The company is "cautiously optimistic" about the housing market, on the strength of six consecutive months of escalating mortgage approvals and three months of rising prices. But any recovery remains precarious.

David Ritchie, the Bovis chief executive, said: "Mortgage approvals are still less than half the 2007 rate, so we have to recognise that this is still a fragile market, and it wouldn't take much in the way of bad news for people's confidence to be knocked back."

Until the economy is on a surer footing, the housing sector will remain similarly uncertain. "We have not yet seen the full impact of unemployment, and things like interest rate policy may also have an impact of future affordability," Mr Ritchie said. "So we are not calling the market either way, but we are in an odd period where there is stability in the market and it looks like good news, but the sector is not out of the woods."

Against the background of a depressed but stabilising market, Bovis is now ready to start buying more land. The company has no debts and saw cash flow of £94m in the first half, thanks to a strategy to sell off its inventory, putting it in a good position to invest.

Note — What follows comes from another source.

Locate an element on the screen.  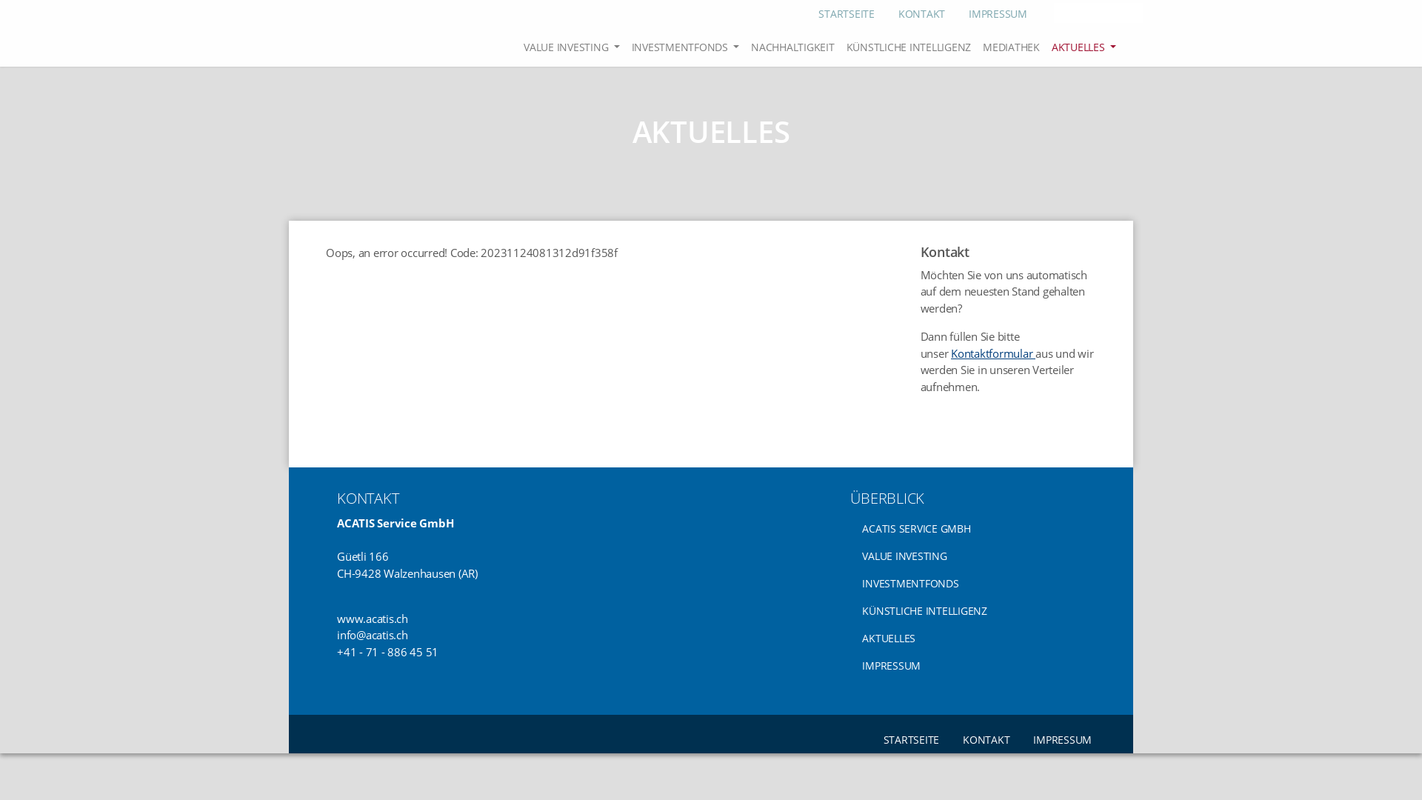
IMPRESSUM is located at coordinates (967, 665).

"We do not owe the bank any money so we have debt facilities available to us, which means we can look at the land market very positively," Mr Ritchie said. "We have started our land acquisition search and anticipate the first few purchases in the second half of this year."

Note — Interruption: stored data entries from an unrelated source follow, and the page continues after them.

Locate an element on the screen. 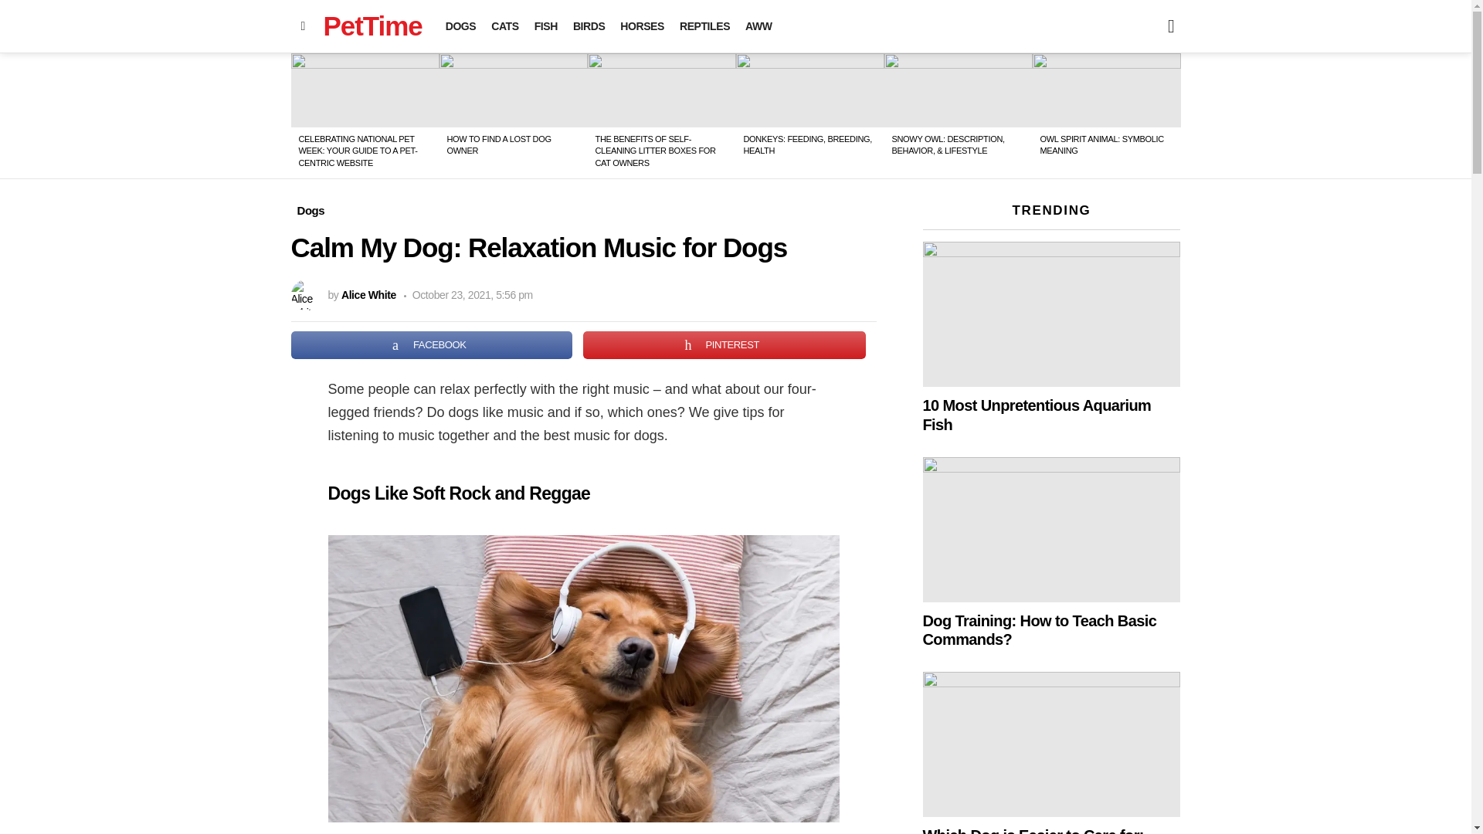 The image size is (1483, 834). FISH is located at coordinates (545, 26).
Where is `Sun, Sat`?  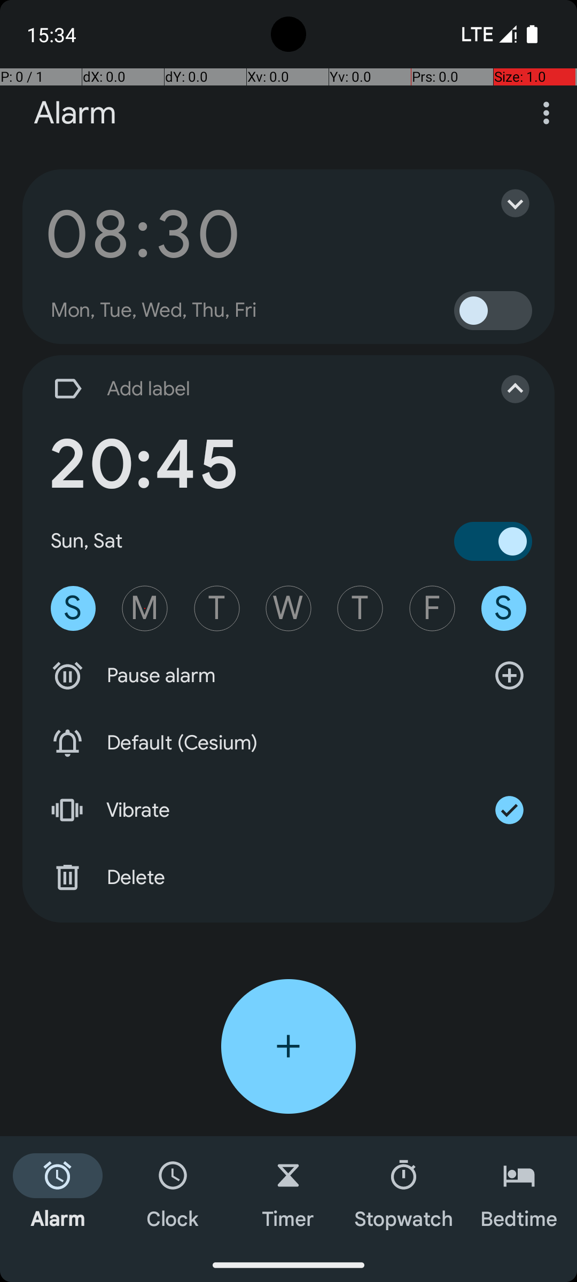
Sun, Sat is located at coordinates (87, 541).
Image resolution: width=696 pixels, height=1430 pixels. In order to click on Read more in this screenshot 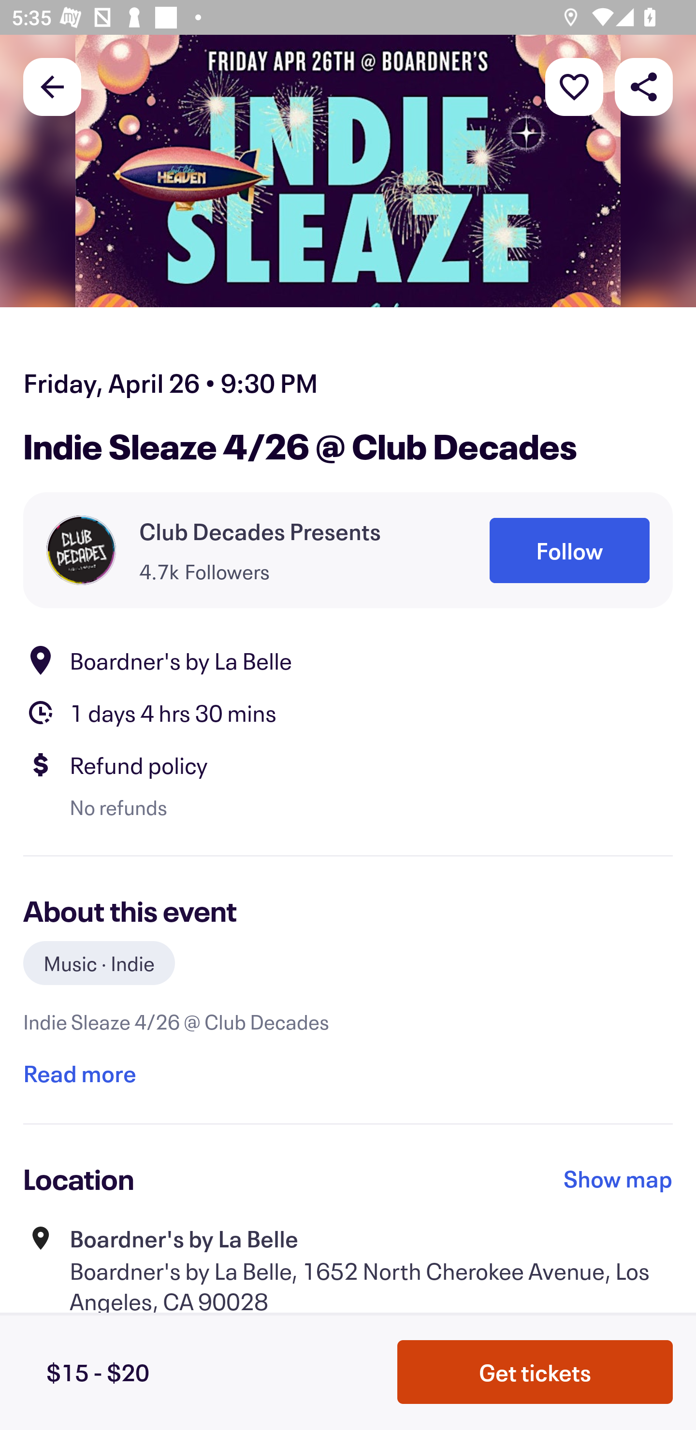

To cut its inventory, Bovis reduced its work-in-progress by more than 500 units in the first half of the year, building just 221 units and selling 744.

The recession has battered land values. Bovis wrote down its land portfolio by 2 per cent, equivalent to £9.8m, in the first six months of the year, dragging the group to a loss. But the change was the merest tweak compared with the £75m, or 12 per cent, revaluation at the end of last year.

"The fact that the inventory value was only modestly updated from December shows we are not significantly concerned about the movement in prices in the first half," Mr Ritchie said. "What is absolutely clear is we believe we can get back into the land market with a strong balance sheet and cash available to us, and because of that we will be a credible buyer."

Bovis's larger rivals Bellway and Taylor Wimpey both also issued positive trading updates this month. But not everyone is so bullish. Mortgage-backed debt investors are predicting another 12.7 per cent fall in house prices before the market bottoms out, according to a survey published by Royal Bank of Scotland yesterday. More than four out of five respondents say prices have further to fall, despite having already lost 15 per cent since October 2007.